PM: Gov't taking steps to decrease housing prices

Gov't passes Trajtenberg C'tee recommendations on housing, initiating plan to build 187,000 units in next 5 years.

Netanyahu cabinet meeting 390 (photo credit: Marc Israel Sellem)
Netanyahu cabinet meeting 390
(photo credit: Marc Israel Sellem)
The cabinet on Sunday unanimously passed an amended version of the Trajtenberg Report’s housing recommendations, which Prime Minister Binyamin Netanyahu said would lower prices and increase the availability of apartments.
This means the government has now approved all four chapters from the report – which the Trajtenberg Committee on Socioeconomic Change issued in response to last summer’s protests over the cost of living. The other three chapters dealt with taxation, competition and social services.
Subject to Knesset approval, the Israel Lands Authority will market 187,000 new apartments throughout the country over the next five years. Sixty percent will be located in the high-demand areas of Tel Aviv, Jerusalem and the central region; 40,000 will be designated for affordable housing.
“The more apartments there are, the greater will be the pressure to lower apartment prices,” Netanyahu said at the start of the weekly cabinet meeting.
“This is what the cabinet was dealing with even before this report was presented and adopted, and continues to do so after it.”
Opposition MKs including Nahman Shai (Kadima) slammed the prime minister for removing “earning power” from the housing criteria in order to win coalition partner Israel Beiteinu’s support. “Without this criterion, the government turns the Trajtenberg Report into a laughing stock,” Shai said.
Kadima MK Yoel Hasson said the approval of the report would not lower the price of buying or renting an apartment for many years, if at all.
“It will be like the rest of the report, which has not lowered the cost of living in Israel,” Hasson said. “Since the socioeconomic protests, the public has not felt any positive change in the government’s policies. Things have only gotten worse. Netanyahu is trying to trick the public into thinking things will be cheaper here. I don’t buy it and the public definitely won’t.”

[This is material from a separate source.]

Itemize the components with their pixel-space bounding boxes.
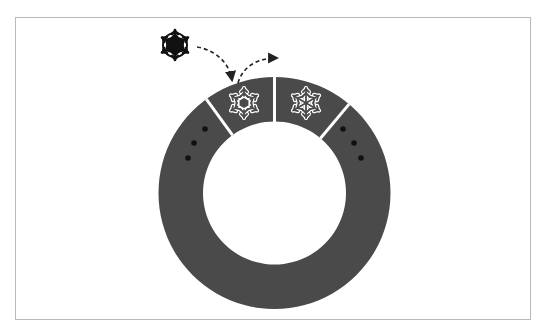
- snowflake-filled-icon: [160, 30, 190, 60]
- arrow-insert: [197, 47, 232, 80]
- ring-buffer-diagram: [0, 0, 546, 332]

Habayit Hayehudi chairman Daniel Herschkowitz attacked Shas and Israel Beiteinu for reaching compromises that would not require people to work for a living to be eligible for housing benefits.
“They care only about their constituencies, not whether the working public will be able to afford an apartment,” he said.
Among the other reforms approved on Sunday, maximum assistance for renters who are eligible for public housing will rise from NIS 1,750 to NIS 3,000 per month – at a cost to the state of NIS 800 million over five years.
The property tax (arnona) ceiling for apartments that stand empty for more than half a year will be doubled, with the aim of releasing more than 15,000 apartments into the housing market each year.
Apartments deemed unfit for habitation will be eligible for a tax-exempt status for nine months, after which the doubled property tax will be levied.
Levies of up to 10% of the price of the apartments will be imposed on contractors who win tenders but do not complete construction projects within two years of receipt of the building permit.
In addition, the government approved an NIS 1.5 billion housing package for new immigrants. The package includes monthly rental assistance of up to NIS 1,250 per family, monthly rental assistance of about NIS 3,000 for wheelchair-bound new immigrants, and increased housing assistance for elderly immigrants.
New-immigrant status will be recognized for 15 years from date of aliya, an increase from the current 10 years.
The Association of Contractors and Builders criticized the reforms in a letter to cabinet ministers on Friday, claiming they would cause home prices to rise 10%. The association said the reforms would impose a heavy cost on developers who own land on which construction has not yet begun – in contrast to the goal of speeding up construction and reducing prices.
“We are dealing with a credit crunch in real estate and small businesses,” the letter said.
“Levying a new tax will increase the number of loans that contractors must take to finance construction, worsening the credit crunch and resulting in a halt in housing starts.”
An amended version of the Trajtenberg Report’s chapter on taxation came into effect on January 1, increasing the rate of income tax for high- and middle-income earners, granting tax credits to fathers of children under three years old, and granting a second tax credit to mothers of children under 18.
Gil Hoffman contributed to this report.